The LiteLLM incident is the cleanest recent example of why supply chain hygiene is a security control, not a chore.

  • Pin your Hermes version and Python dependency lockfile. Random pip install --upgrade in production is how you become a 47,000-download statistic.
  • Watch the Hermes Agent release notes and security advisories. The four-day patch on the LiteLLM issue was good - but it only helps you if you actually update.
  • Verify the integrity of the wheels you pull, ideally through a private mirror that runs a malware check on each new version before it is approved for your environment.
  • If you run additional MCP servers or third-party skills, hold them to the same standard. A compromised skill has the same blast radius as a compromised core.

The managed-hosting tradeoff

Every layer above is something you can do yourself on a VPS, and it is a reasonable weekend project for an experienced operator. It is also six categories of ongoing operational work: rotation, patching, allowlist maintenance, log review, container updates, network monitoring. Most of it is invisible until something breaks.

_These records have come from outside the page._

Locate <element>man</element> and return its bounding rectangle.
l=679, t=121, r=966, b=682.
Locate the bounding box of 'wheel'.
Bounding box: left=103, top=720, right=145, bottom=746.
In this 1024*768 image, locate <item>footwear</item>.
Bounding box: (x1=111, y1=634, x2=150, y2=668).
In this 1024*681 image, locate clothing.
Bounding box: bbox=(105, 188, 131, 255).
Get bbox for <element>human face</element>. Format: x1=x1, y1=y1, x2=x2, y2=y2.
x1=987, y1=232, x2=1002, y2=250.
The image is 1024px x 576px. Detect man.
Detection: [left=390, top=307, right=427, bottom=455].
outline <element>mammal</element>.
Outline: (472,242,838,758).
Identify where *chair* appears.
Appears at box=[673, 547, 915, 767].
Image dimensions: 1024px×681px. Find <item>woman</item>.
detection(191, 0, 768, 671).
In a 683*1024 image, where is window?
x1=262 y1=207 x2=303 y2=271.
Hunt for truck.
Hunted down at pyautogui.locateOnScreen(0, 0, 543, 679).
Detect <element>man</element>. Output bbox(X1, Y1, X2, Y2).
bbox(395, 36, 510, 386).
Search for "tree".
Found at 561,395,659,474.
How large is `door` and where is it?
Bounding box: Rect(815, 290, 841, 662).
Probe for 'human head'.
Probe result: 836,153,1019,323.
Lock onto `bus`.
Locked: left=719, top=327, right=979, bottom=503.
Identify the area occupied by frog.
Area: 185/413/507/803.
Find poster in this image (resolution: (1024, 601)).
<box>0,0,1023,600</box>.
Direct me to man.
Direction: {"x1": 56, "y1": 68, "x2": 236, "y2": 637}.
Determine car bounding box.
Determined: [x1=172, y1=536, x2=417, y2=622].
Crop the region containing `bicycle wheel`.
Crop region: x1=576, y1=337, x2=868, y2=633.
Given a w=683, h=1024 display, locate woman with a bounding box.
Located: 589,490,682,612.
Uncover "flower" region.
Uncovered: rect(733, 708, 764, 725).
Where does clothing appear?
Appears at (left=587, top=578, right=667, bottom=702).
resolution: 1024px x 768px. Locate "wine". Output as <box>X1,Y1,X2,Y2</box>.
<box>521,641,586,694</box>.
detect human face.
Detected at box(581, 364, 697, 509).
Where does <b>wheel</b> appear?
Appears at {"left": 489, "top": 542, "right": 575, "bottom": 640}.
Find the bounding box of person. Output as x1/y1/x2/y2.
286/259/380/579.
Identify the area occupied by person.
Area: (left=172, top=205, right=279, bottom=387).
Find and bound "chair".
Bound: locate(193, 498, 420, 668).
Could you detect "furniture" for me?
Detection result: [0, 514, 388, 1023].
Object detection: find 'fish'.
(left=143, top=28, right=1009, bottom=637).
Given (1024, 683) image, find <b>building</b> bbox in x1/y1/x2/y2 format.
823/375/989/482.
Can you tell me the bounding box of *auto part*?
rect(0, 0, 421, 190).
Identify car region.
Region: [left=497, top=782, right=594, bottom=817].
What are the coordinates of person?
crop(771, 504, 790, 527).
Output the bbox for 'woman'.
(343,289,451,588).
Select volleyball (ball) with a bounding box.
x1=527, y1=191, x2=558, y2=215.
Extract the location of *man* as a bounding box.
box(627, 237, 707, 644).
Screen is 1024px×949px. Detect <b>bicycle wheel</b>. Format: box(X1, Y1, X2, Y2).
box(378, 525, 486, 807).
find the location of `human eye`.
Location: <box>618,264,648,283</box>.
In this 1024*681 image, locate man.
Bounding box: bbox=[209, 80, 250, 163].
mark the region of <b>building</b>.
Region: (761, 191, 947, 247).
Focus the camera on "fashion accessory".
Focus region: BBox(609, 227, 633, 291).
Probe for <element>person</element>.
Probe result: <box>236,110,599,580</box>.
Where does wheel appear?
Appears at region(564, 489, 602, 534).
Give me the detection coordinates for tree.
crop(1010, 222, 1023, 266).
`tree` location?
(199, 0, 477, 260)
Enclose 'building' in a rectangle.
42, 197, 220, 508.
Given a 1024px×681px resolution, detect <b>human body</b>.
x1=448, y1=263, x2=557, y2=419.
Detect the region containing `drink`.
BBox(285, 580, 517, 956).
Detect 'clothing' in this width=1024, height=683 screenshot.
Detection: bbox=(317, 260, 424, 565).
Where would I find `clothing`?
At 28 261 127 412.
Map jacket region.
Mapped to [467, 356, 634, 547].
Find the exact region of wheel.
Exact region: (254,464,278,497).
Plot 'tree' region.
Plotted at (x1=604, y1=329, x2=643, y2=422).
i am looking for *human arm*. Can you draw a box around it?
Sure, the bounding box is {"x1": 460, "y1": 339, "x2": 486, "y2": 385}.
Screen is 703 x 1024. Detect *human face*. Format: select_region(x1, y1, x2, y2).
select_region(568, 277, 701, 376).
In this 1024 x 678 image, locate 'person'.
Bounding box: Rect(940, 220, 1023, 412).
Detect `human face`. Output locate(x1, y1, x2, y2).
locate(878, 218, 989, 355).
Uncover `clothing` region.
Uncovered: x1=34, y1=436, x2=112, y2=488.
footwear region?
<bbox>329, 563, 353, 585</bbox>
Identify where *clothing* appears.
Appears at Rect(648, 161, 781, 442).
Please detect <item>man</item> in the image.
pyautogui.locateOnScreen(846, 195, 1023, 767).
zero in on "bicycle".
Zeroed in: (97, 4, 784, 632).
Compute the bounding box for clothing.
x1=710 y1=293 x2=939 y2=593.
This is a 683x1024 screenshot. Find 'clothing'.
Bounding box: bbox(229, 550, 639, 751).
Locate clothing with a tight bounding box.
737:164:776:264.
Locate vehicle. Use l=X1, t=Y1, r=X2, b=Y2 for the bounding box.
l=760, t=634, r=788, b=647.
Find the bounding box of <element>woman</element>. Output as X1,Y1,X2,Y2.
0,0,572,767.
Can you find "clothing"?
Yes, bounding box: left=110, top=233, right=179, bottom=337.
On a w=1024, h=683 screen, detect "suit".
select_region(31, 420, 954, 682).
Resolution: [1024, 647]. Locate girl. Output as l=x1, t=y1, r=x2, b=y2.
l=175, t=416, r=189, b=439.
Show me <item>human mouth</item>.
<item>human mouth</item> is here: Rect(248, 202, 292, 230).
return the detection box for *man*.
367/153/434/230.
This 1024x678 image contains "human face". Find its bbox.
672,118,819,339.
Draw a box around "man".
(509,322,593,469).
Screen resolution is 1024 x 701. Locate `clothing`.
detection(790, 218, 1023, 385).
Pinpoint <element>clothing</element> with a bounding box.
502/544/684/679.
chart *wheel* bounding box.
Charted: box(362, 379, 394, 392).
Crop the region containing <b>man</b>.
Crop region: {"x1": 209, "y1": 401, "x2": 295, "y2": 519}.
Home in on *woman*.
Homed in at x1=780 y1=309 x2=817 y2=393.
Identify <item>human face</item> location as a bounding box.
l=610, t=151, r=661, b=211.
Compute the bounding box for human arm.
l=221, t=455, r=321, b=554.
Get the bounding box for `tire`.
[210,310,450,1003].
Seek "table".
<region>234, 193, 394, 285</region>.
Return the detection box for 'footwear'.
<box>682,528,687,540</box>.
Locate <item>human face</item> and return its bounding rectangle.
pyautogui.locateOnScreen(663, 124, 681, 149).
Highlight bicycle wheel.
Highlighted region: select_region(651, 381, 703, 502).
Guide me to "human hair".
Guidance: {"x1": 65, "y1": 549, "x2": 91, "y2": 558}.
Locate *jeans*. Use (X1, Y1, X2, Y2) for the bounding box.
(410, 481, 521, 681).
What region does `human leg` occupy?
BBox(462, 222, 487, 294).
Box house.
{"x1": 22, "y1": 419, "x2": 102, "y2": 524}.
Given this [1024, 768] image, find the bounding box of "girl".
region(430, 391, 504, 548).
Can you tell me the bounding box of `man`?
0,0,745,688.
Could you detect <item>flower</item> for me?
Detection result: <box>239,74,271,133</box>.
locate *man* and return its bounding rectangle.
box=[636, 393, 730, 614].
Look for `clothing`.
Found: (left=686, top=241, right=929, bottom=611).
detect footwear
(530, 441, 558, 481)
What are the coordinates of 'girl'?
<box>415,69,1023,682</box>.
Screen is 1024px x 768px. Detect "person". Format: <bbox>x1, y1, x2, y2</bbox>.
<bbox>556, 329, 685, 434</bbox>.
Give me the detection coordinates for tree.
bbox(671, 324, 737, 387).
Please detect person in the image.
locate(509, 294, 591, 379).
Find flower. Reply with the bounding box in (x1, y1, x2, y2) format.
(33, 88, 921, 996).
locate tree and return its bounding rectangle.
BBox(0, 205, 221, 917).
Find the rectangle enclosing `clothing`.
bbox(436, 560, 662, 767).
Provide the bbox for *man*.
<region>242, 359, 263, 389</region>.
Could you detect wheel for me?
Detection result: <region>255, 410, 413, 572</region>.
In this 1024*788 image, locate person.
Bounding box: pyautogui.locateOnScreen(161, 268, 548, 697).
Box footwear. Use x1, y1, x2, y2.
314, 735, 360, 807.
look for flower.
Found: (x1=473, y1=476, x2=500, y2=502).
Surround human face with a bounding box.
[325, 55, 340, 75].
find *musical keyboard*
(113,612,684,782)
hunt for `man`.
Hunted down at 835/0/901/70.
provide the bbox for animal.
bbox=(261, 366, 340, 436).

Hermify runs Hermes Agent under exactly this hardening posture as a managed service. Keys are stored encrypted, command approvals are on by default, allowlists are enforced per workspace, MCP servers are audited before they reach the registry, and the runtime is patched as soon as upstream advisories ship. If you would rather not become a part-time SRE, get started with Hermify and the agent is online with these defaults in about a minute.

Self-hosting is the right choice when you have specific compliance needs, residency constraints, or you actively want the operational practice. Managed hosting is the right choice when you want the agent and not the maintenance window. Both can be safe; neither is safe by accident.